Likely discussion questions:

  • The Trump Agenda: How can progressive labor in the US respond to the “energy superpower” argument?
  • What is the record of “labor-environmental” alliances and coalitions in the US and internationally?
  • Should we defend the Paris climate agreement?
  • Centers of resistance: What role for cities and states?
  • What is happening in key “carbon battlegrounds” countries like Australia, India, South Africa and the UK?
  • How can unions champion public renewable power and build union strength in the renewables sector?

A recent TUED Working Paper, Energy Transition: Are We Winning?, explains what is going on in the global energy system and the need for progressive and forward-looking unions internationally to work together to develop a more coherent and compelling approach to energy transition.

Pope’s encyclical sets the tone for June 29th Trade Union Climate Summit in New York

By Sean Sweeney - Trade Unions for Energy Democracy, June 17, 2015

Just 11 days after Pope Francis released his encyclical on the environment, New York will host a major gathering of 40 unions from 14 countries. With resistance to ‘extreme extraction,’ austerity and inequality all rising, unions see opportunities to begin to build a united global movement for fundamental change.  The Pope’s radical critique of the existing system is sure to resonate with the 100-person gathering.

More than 40 unions from 14 countries will participate in a one-day Trade Union Climate Summit in New York City on June 29th, 2015.  Hosted by 32BJ SEIU, approximately 25 unions from the US will be present, representing workers in energy, nursing and health care, public transport, food and retail, building services, as well as new organizing efforts among precarious workers in the New York City area. Roughly 30 allied organizations will also participate, including the Climate Justice Alliance, 350.org, and the Emerald Cities Collaborative. A full list of registered participants is here.

Why a summit?

The summit is being organized nine months after the massive People’s Climate March on September 21, 2014, and just 5 months before the ‘last chance’ UN climate negotiations (COP 21) in Paris in early December 2015. Unions and close allies will come together in New York determined to find ways to help better connect the rising climate movement with the growing global struggle against austerity and inequality.  Unions have been playing an important role in both movements, but in most instances fighting for climate protection (read: people protection) and building opposition to austerity, low pay and precarious work remain separate struggles. But the potential for building a new and tranformational ‘climate and class movement’ appears to be growing.

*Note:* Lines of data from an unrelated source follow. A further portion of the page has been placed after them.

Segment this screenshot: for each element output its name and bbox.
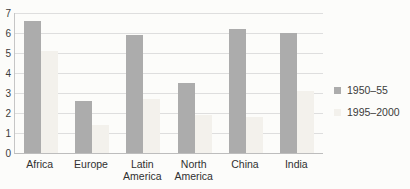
x-axis: AfricaEuropeLatin AmericaNorth AmericaCh… <box>14 158 322 182</box>
bar-group-europe <box>66 13 117 153</box>
y-tick-label-4: 4 <box>0 68 11 79</box>
bar-north-america-1950-55 <box>178 83 195 153</box>
bar-group-north-america <box>169 13 220 153</box>
category-label-china: China <box>219 158 270 182</box>
category-label-india: India <box>271 158 322 182</box>
y-tick-label-2: 2 <box>0 108 11 119</box>
y-tick-label-6: 6 <box>0 28 11 39</box>
legend-item-1950-55: 1950–55 <box>334 84 400 96</box>
bar-china-1950-55 <box>229 29 246 153</box>
bar-chart-figure: 01234567 AfricaEuropeLatin AmericaNorth … <box>0 0 410 189</box>
category-label-europe: Europe <box>65 158 116 182</box>
legend-label-1995-2000: 1995–2000 <box>347 106 400 118</box>
bar-africa-1995-2000 <box>41 51 58 153</box>
legend-marker-1995-2000-icon <box>334 109 341 116</box>
bar-india-1995-2000 <box>297 91 314 153</box>
category-label-north-america: North America <box>168 158 219 182</box>
y-tick-label-1: 1 <box>0 128 11 139</box>
bar-india-1950-55 <box>280 33 297 153</box>
category-label-latin-america: Latin America <box>117 158 168 182</box>
bar-group-latin-america <box>118 13 169 153</box>
legend-label-1950-55: 1950–55 <box>347 84 388 96</box>
y-tick-label-3: 3 <box>0 88 11 99</box>
legend-marker-1950-55-icon <box>334 87 341 94</box>
bar-africa-1950-55 <box>24 21 41 153</box>
y-tick-label-7: 7 <box>0 8 11 19</box>
bar-group-china <box>220 13 271 153</box>
y-tick-label-5: 5 <box>0 48 11 59</box>
y-tick-label-0: 0 <box>0 148 11 159</box>
plot-area <box>14 13 323 154</box>
legend: 1950–551995–2000 <box>334 84 400 118</box>
bar-group-india <box>272 13 323 153</box>
bar-europe-1950-55 <box>75 101 92 153</box>
bar-north-america-1995-2000 <box>195 115 212 153</box>
bar-latin-america-1950-55 <box>126 35 143 153</box>
bars-layer <box>15 13 323 153</box>
legend-item-1995-2000: 1995–2000 <box>334 106 400 118</box>
bar-latin-america-1995-2000 <box>143 99 160 153</box>
bar-china-1995-2000 <box>246 117 263 153</box>
bar-europe-1995-2000 <box>92 125 109 153</box>
category-label-africa: Africa <box>14 158 65 182</box>
bar-group-africa <box>15 13 66 153</box>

This potential seems particularly visible in Southern Europe where the left has won impressive electoral victories in recent months. Importantly, this is a left for which atmospheric and ecological degradation is not an afterthought, but a central question that reveals a basic truth: we live in a political economy that takes but does not give back. Both nature and labor are inseparable, and both are treated as a ‘resource’ from which value is extracted as needed and then dumped.

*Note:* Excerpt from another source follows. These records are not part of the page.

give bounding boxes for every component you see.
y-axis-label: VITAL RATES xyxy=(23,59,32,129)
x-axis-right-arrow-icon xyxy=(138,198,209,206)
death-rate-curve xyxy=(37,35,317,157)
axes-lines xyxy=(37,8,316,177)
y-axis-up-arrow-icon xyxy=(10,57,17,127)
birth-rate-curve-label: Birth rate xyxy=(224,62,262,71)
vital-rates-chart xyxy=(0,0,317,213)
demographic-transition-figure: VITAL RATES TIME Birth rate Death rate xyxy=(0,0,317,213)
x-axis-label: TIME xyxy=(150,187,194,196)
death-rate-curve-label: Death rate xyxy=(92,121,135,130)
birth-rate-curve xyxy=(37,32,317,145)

The June 29 summit in New York will hear from unions from Greece (Thessaloniki water workers) and Spain (Comisiones Obreras) as well as from Italy (CGIL) where the traditional political parties are also losing support. With an eye on the Paris climate talks, the summit will hear from two representatives from the main French trade union federation (CGT) regarding the preparations for the events around COP21.  The UN climate meetings have been the scene of large mobilizations in recent years, particularly Copenhagen in late 2009 and Durban in late 2011.